Your submission was sent successfully! Close

Thank you for contacting us. A member of our team will be in touch shortly. Close

You have successfully unsubscribed! Close

Thank you for signing up for our newsletter!
In these regular emails you will find the latest updates about Ubuntu and upcoming events where you can meet our team.Close

Making ubuntu.com responsive: making the rules a reality (3)

Tags: Design

This article is more than 10 years old.


This post is part of the series ‘Making ubuntu.com responsive‘.

The rules document we drafted proved a useful and good guide for those few development days, and a proof of concept was created and presented to the rest of the team.

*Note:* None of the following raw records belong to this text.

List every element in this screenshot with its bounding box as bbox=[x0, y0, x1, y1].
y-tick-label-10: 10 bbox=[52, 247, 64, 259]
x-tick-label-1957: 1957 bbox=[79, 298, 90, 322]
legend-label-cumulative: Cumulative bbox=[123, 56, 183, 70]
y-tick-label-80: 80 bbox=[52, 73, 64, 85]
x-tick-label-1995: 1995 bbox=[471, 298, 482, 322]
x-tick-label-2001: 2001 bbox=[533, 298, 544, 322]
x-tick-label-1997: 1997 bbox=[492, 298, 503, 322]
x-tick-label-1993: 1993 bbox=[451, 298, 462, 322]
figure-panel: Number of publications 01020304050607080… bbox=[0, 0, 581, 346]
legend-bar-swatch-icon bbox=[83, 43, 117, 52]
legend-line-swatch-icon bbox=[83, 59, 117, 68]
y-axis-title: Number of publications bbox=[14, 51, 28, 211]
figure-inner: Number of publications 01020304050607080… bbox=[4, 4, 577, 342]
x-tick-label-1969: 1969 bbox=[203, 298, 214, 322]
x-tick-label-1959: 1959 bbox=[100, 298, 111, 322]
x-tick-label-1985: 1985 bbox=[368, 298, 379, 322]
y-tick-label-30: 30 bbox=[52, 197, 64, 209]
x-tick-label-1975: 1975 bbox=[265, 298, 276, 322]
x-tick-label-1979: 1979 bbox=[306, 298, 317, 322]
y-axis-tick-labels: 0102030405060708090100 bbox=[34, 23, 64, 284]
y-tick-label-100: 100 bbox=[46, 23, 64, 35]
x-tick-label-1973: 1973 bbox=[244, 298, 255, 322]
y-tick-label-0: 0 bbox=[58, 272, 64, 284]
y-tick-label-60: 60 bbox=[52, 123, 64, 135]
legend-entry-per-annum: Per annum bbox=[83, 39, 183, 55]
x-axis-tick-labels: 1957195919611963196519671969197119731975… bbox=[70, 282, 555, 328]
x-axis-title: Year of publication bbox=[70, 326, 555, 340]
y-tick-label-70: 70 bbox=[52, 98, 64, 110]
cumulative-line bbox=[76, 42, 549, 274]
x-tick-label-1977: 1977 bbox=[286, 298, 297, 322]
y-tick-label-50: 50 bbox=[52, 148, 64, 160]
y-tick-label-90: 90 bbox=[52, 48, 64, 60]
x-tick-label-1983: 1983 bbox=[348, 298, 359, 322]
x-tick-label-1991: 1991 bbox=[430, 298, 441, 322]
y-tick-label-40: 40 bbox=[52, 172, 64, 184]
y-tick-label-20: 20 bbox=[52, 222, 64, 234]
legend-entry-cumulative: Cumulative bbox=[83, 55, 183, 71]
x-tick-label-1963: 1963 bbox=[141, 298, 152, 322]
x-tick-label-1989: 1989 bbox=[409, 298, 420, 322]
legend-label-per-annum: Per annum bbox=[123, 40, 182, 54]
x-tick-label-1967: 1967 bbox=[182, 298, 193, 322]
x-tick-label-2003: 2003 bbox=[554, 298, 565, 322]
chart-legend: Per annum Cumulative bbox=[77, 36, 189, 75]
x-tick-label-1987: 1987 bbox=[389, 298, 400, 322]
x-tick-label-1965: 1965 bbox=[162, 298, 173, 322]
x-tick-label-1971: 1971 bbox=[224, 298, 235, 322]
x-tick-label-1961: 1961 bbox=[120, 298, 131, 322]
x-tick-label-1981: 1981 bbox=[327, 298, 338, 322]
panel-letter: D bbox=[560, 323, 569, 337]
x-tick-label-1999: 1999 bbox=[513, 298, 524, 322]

When we all sat down to review the result, a few things were clear:

  • Even though lots (and lots) of tweaks and design thinking were needed, our desktop style guide did not look bad at all in small screens — the result was promising
  • The main places where things looked broken were custom hero and background images
  • Some one-off overriding styles applied in some pages did not play well in small screens, as they might have been added in absolute sizes (like pixels) or weren’t flowing as they should
  • Some pages that were long on the desktop quickly became very long at small screen sizes

First ubuntu.com responsive prototype.

Since this was a ‘quick and dirty’ test of some common-sense responsive rules, a lot had not been done in the code that would eventually have to be done, such as:

  • Refactoring the original Sass files to be mobile-first
  • Cleaning up the existing Sass files as much as possible: as websites grow, the need for custom, one-off exceptions increases, so we needed to set aside some time to rationalise some of these sneaky overrides

However, the exercise showed us that our existing framework was indeed flexible enough to be converted to be responsive, but it also showed us that we still had a lot of work to do!

Read the next post in this series: “Making ubuntu.com responsive: pilot projects”

Reading list

Talk to us today

Interested in running Ubuntu in your organisation?

Newsletter signup

Get the latest Ubuntu news and updates in your inbox.

By submitting this form, I confirm that I have read and agree to Canonical's Privacy Policy.

Related posts

Designing Canonical’s Figma libraries for performance and structure

How Canonical’s Design team rebuilt their Figma libraries, with practical guidelines on structure, performance, and maintenance processes.

Visual Testing: GitHub Actions Migration & Test Optimisation

What is Visual Testing? Visual testing analyses the visual appearance of a user interface. Snapshots of pages are taken to create a “baseline”, or the current...

Let’s talk open design

Why aren’t there more design contributions in open source? Help us find out!